Background: According to CNN, in March 2010, Facebook became the most popular website on the Internet, more visited than Google. Facebook currently has over 350 million active users globally. Six months ago, there were 250 million. The largest demographic is ~35 and women over 54 are the fastest growing segment. Applications such as games and quizzes can have 250 million visitors monthly.
Program background: We decided to test Facebook as a health education tool by custom-building quizzes (writing code rather than using the “create a quiz” option) and developing an online game accessible through a Facebook fan page.
Evaluation Methods and Results: Two quizzes were built and launched in the same week. At the end of each quiz participants could post a commitment, essentially a promise of good behavior, or badge to their profile. We also created a simple, highly visual online game. All three launched from a fan page. Building a custom Facebook quiz that deviated from the site’s preferred format and could easily appear on a fan page proved challenging. Consequently, the quizzes were initially difficult to locate on the fan page and had only 100 users in the first month.
Conclusions: The online game, which had its own URL, was easier to access and generated hundreds of visits within the first few weeks. The game was accessed more through its own URL than through the fan page. A better coding strategy that allows for more prominent placement was discovered and implemented after the launch along with a strategy for promoting the quizzes within Facebook.
Implications for research and/or practice: Enormous potential to reach targeted audiences and engage with consumers about health behaviors, but proper software development is critical.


** What the task asks **
All of the listing is to be written out word for word, with the pictures left out.
= = = = = = =
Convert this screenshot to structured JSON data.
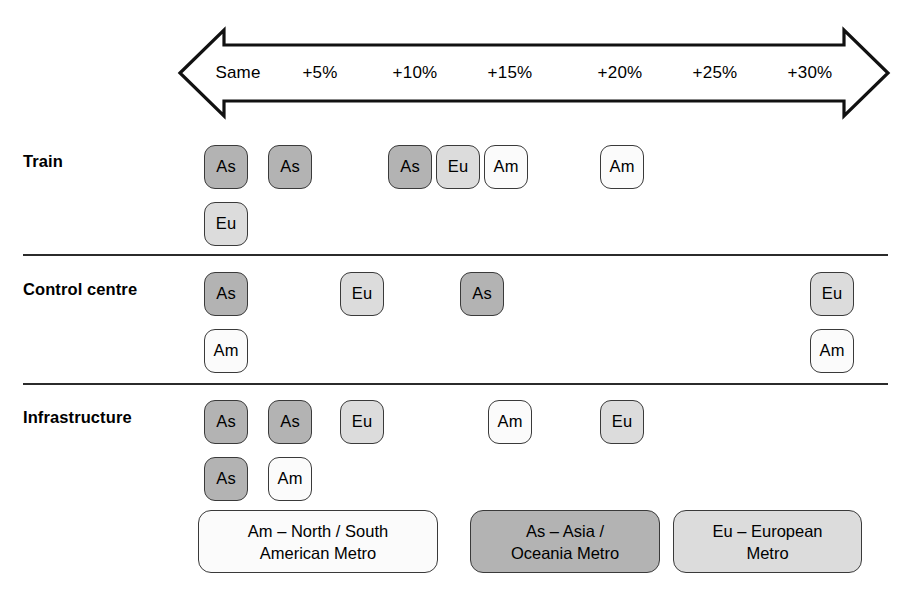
{
  "scale": {
    "name": "cost-increase-scale",
    "labels": [
      "Same",
      "+5%",
      "+10%",
      "+15%",
      "+20%",
      "+25%",
      "+30%"
    ],
    "positions_px": [
      238,
      320,
      415,
      510,
      620,
      715,
      810
    ]
  },
  "rows": [
    {
      "label": "Train",
      "key": "train",
      "chips": [
        {
          "code": "As",
          "type": "as",
          "x": 204,
          "stack": 0
        },
        {
          "code": "Eu",
          "type": "eu",
          "x": 204,
          "stack": 1
        },
        {
          "code": "As",
          "type": "as",
          "x": 268,
          "stack": 0
        },
        {
          "code": "As",
          "type": "as",
          "x": 388,
          "stack": 0
        },
        {
          "code": "Eu",
          "type": "eu",
          "x": 436,
          "stack": 0
        },
        {
          "code": "Am",
          "type": "am",
          "x": 484,
          "stack": 0
        },
        {
          "code": "Am",
          "type": "am",
          "x": 600,
          "stack": 0
        }
      ]
    },
    {
      "label": "Control centre",
      "key": "control-centre",
      "chips": [
        {
          "code": "As",
          "type": "as",
          "x": 204,
          "stack": 0
        },
        {
          "code": "Am",
          "type": "am",
          "x": 204,
          "stack": 1
        },
        {
          "code": "Eu",
          "type": "eu",
          "x": 340,
          "stack": 0
        },
        {
          "code": "As",
          "type": "as",
          "x": 460,
          "stack": 0
        },
        {
          "code": "Eu",
          "type": "eu",
          "x": 810,
          "stack": 0
        },
        {
          "code": "Am",
          "type": "am",
          "x": 810,
          "stack": 1
        }
      ]
    },
    {
      "label": "Infrastructure",
      "key": "infrastructure",
      "chips": [
        {
          "code": "As",
          "type": "as",
          "x": 204,
          "stack": 0
        },
        {
          "code": "As",
          "type": "as",
          "x": 204,
          "stack": 1
        },
        {
          "code": "As",
          "type": "as",
          "x": 268,
          "stack": 0
        },
        {
          "code": "Am",
          "type": "am",
          "x": 268,
          "stack": 1
        },
        {
          "code": "Eu",
          "type": "eu",
          "x": 340,
          "stack": 0
        },
        {
          "code": "Am",
          "type": "am",
          "x": 488,
          "stack": 0
        },
        {
          "code": "Eu",
          "type": "eu",
          "x": 600,
          "stack": 0
        }
      ]
    }
  ],
  "legend": [
    {
      "code": "Am",
      "type": "am",
      "text": "Am – North / South\nAmerican Metro",
      "x": 198,
      "width": 240
    },
    {
      "code": "As",
      "type": "as",
      "text": "As – Asia /\nOceania Metro",
      "x": 470,
      "width": 190
    },
    {
      "code": "Eu",
      "type": "eu",
      "text": "Eu – European\nMetro",
      "x": 673,
      "width": 189
    }
  ],
  "colors": {
    "asia_oceania": "#b3b3b3",
    "european": "#dcdcdc",
    "american": "#fbfbfb",
    "outline": "#3a3a3a"
  }
}
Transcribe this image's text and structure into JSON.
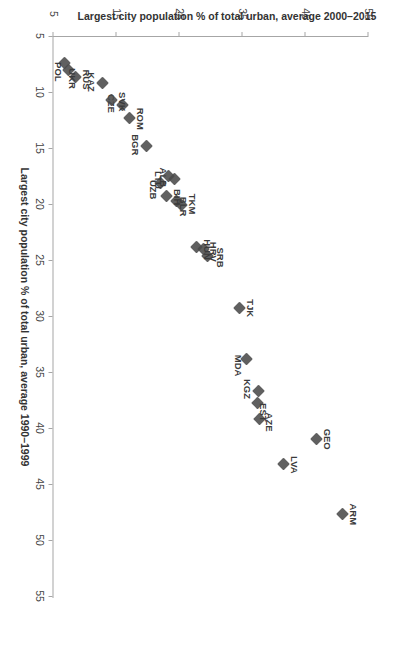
= = = = = = =
** Completed exercise **
Convert this screenshot to structured JSON data.
{
  "scale": {
    "name": "cost-increase-scale",
    "labels": [
      "Same",
      "+5%",
      "+10%",
      "+15%",
      "+20%",
      "+25%",
      "+30%"
    ],
    "positions_px": [
      238,
      320,
      415,
      510,
      620,
      715,
      810
    ]
  },
  "rows": [
    {
      "label": "Train",
      "key": "train",
      "chips": [
        {
          "code": "As",
          "type": "as",
          "x": 204,
          "stack": 0
        },
        {
          "code": "Eu",
          "type": "eu",
          "x": 204,
          "stack": 1
        },
        {
          "code": "As",
          "type": "as",
          "x": 268,
          "stack": 0
        },
        {
          "code": "As",
          "type": "as",
          "x": 388,
          "stack": 0
        },
        {
          "code": "Eu",
          "type": "eu",
          "x": 436,
          "stack": 0
        },
        {
          "code": "Am",
          "type": "am",
          "x": 484,
          "stack": 0
        },
        {
          "code": "Am",
          "type": "am",
          "x": 600,
          "stack": 0
        }
      ]
    },
    {
      "label": "Control centre",
      "key": "control-centre",
      "chips": [
        {
          "code": "As",
          "type": "as",
          "x": 204,
          "stack": 0
        },
        {
          "code": "Am",
          "type": "am",
          "x": 204,
          "stack": 1
        },
        {
          "code": "Eu",
          "type": "eu",
          "x": 340,
          "stack": 0
        },
        {
          "code": "As",
          "type": "as",
          "x": 460,
          "stack": 0
        },
        {
          "code": "Eu",
          "type": "eu",
          "x": 810,
          "stack": 0
        },
        {
          "code": "Am",
          "type": "am",
          "x": 810,
          "stack": 1
        }
      ]
    },
    {
      "label": "Infrastructure",
      "key": "infrastructure",
      "chips": [
        {
          "code": "As",
          "type": "as",
          "x": 204,
          "stack": 0
        },
        {
          "code": "As",
          "type": "as",
          "x": 204,
          "stack": 1
        },
        {
          "code": "As",
          "type": "as",
          "x": 268,
          "stack": 0
        },
        {
          "code": "Am",
          "type": "am",
          "x": 268,
          "stack": 1
        },
        {
          "code": "Eu",
          "type": "eu",
          "x": 340,
          "stack": 0
        },
        {
          "code": "Am",
          "type": "am",
          "x": 488,
          "stack": 0
        },
        {
          "code": "Eu",
          "type": "eu",
          "x": 600,
          "stack": 0
        }
      ]
    }
  ],
  "legend": [
    {
      "code": "Am",
      "type": "am",
      "text": "Am – North / South\nAmerican Metro",
      "x": 198,
      "width": 240
    },
    {
      "code": "As",
      "type": "as",
      "text": "As – Asia /\nOceania Metro",
      "x": 470,
      "width": 190
    },
    {
      "code": "Eu",
      "type": "eu",
      "text": "Eu – European\nMetro",
      "x": 673,
      "width": 189
    }
  ],
  "colors": {
    "asia_oceania": "#b3b3b3",
    "european": "#dcdcdc",
    "american": "#fbfbfb",
    "outline": "#3a3a3a"
  }
}
Transcribe this image's text and structure into JSON.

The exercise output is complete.